| The first excerpt represents the past or something you must release, and is drawn from The Chessmen of Mars by Edgar Rice Burroughs: the exciting agency of the kaldane's brain.
Ghek caused the rykor to assume a sitting position with its back
against the wall where it might remain without direction from his
brain. Then he released his contact with its spinal cord; but
remained in position upon its shoulders, waiting and watching,
for the kaldane's curiosity was aroused. He had not long to wait
before the lights were flashed on arid one of the locked doors
opened to admit a half-dozen warriors. They approached him
rapidly and worked quickly. First they removed all his weapons
and then, snapping a fetter about one of the rykor's ankles,
secured him to the end of one of the chains hanging from the
 The Chessmen of Mars |
The second excerpt represents the present or the deciding factor of the moment, and is drawn from The Unseen World and Other Essays by John Fiske: universe." The fact is one which we have already sufficiently
described, but we shall do well to quote the words in which our
authors recur to it: "All but a very small portion of the sun's
heat goes day by day into what we call empty space, and it is
only this very small remainder that is made use of by the various
planets for purposes of their own. Can anything be more
perplexing than this seemingly frightful expenditure of the very
life and essence of the system?
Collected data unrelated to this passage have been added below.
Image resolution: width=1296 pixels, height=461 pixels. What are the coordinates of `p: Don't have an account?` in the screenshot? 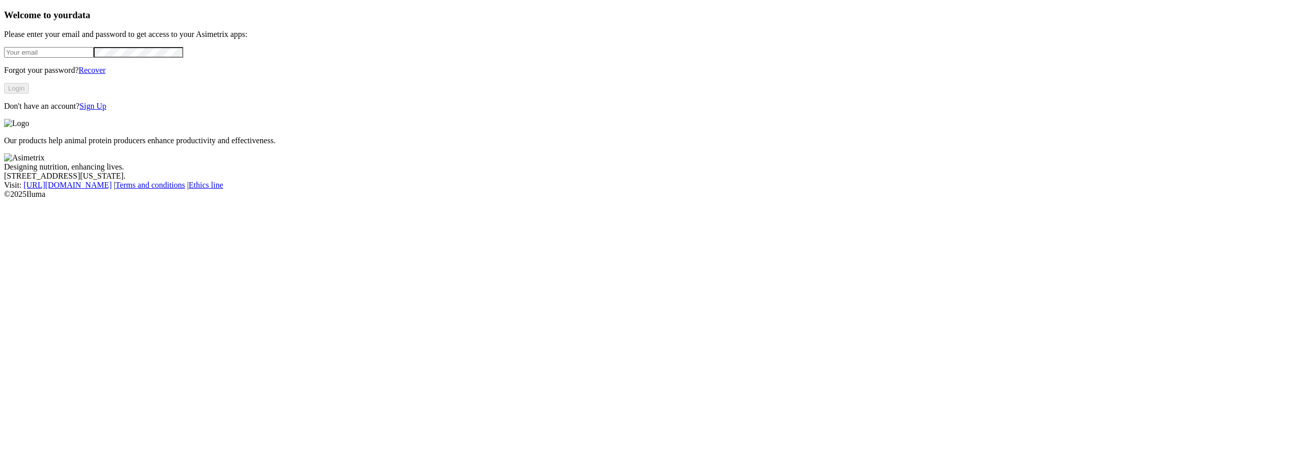 It's located at (648, 106).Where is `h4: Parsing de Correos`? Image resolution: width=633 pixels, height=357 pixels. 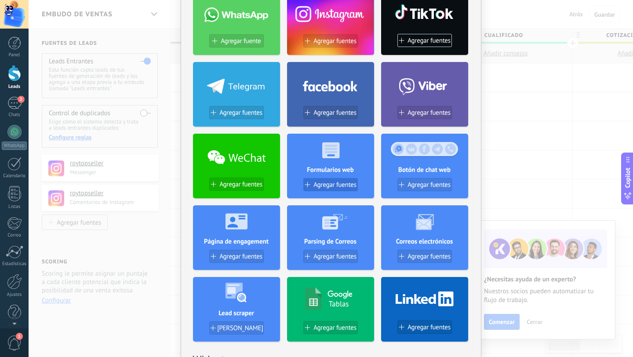 h4: Parsing de Correos is located at coordinates (330, 241).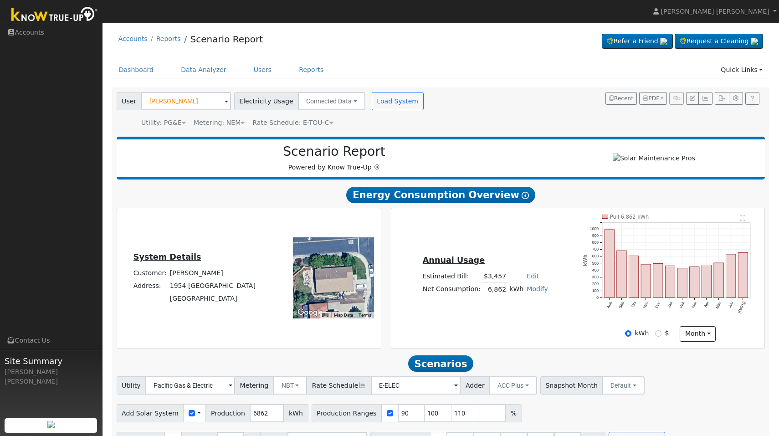 Image resolution: width=779 pixels, height=436 pixels. Describe the element at coordinates (595, 277) in the screenshot. I see `text: 300` at that location.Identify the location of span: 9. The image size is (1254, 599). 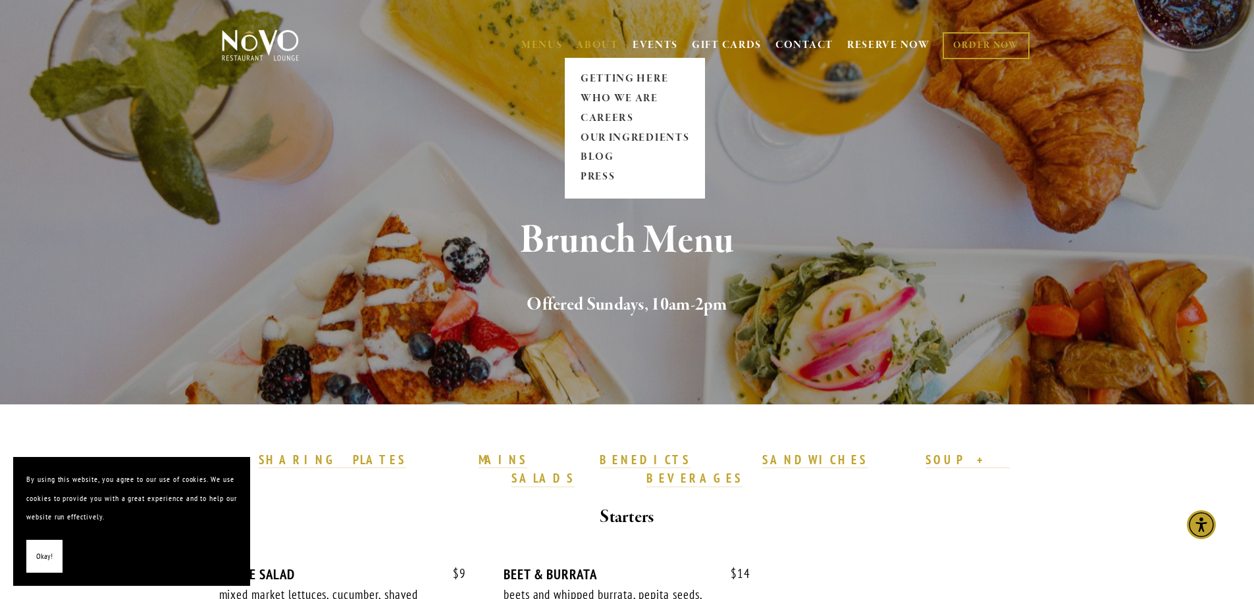
(453, 574).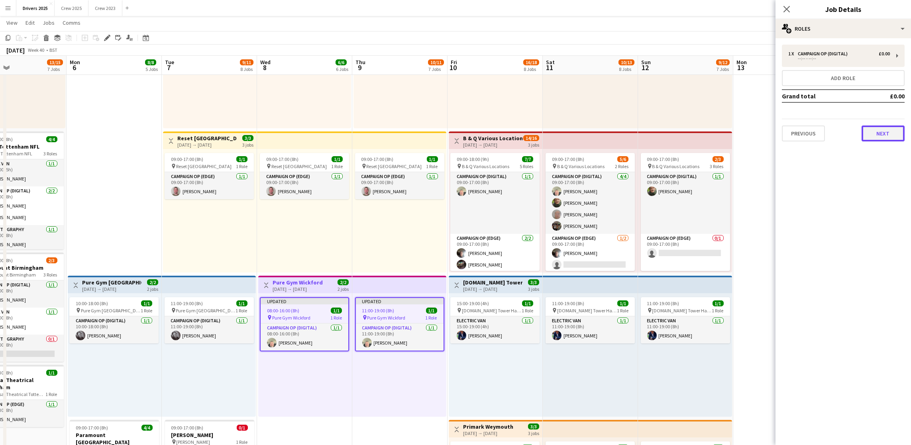 The height and width of the screenshot is (445, 911). What do you see at coordinates (550, 62) in the screenshot?
I see `span: Sat` at bounding box center [550, 62]. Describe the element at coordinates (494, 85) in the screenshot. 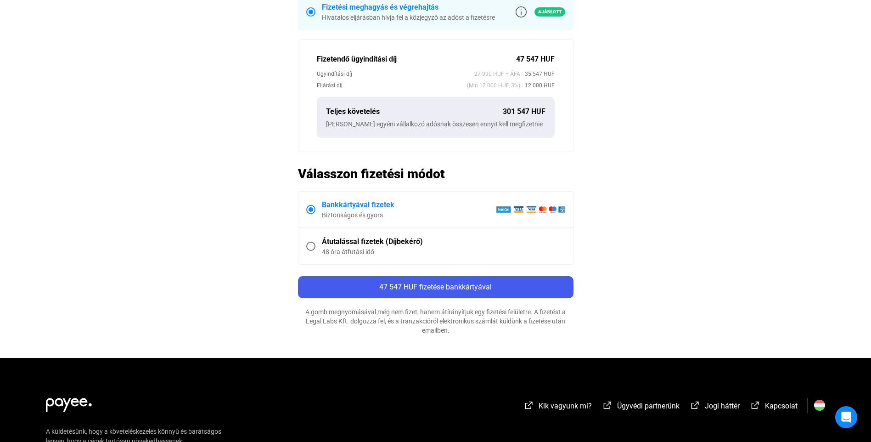

I see `span: (Min 12 000 HUF, 3%)` at that location.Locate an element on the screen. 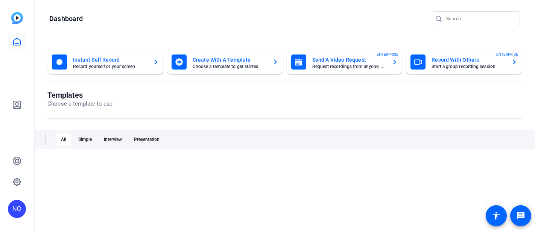 This screenshot has height=230, width=535. div: Simple is located at coordinates (85, 140).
That this vast store of
high-class energy should be doing nothing but travelling outwards
in space at the rate of 188,000 miles per second is hardly
conceivable, especially when the result of it is the inevitable
 The Unseen World and Other Essays |
The third excerpt represents the future or something you must embrace, and is drawn from The Coxon Fund by Henry James: hesitated, after she had come up, about telling her Saltram was in
the house, but she herself settled the question, kept me reticent
by drawing forth a sealed letter which, looking at me very hard in
the eyes, she placed, with a pregnant absence of comment, in my
hand. For a single moment there glimmered before me the fond hope
that Mrs. Saltram had tendered me, as it were, her resignation and
desired to embody the act in an unsparing form. To bring this
about I would have feigned any humiliation; but after my eyes had
caught the superscription I heard myself say with a flatness that
betrayed a sense of something very different from relief: "Oh the
Pudneys!" I knew their envelopes though they didn't know mine.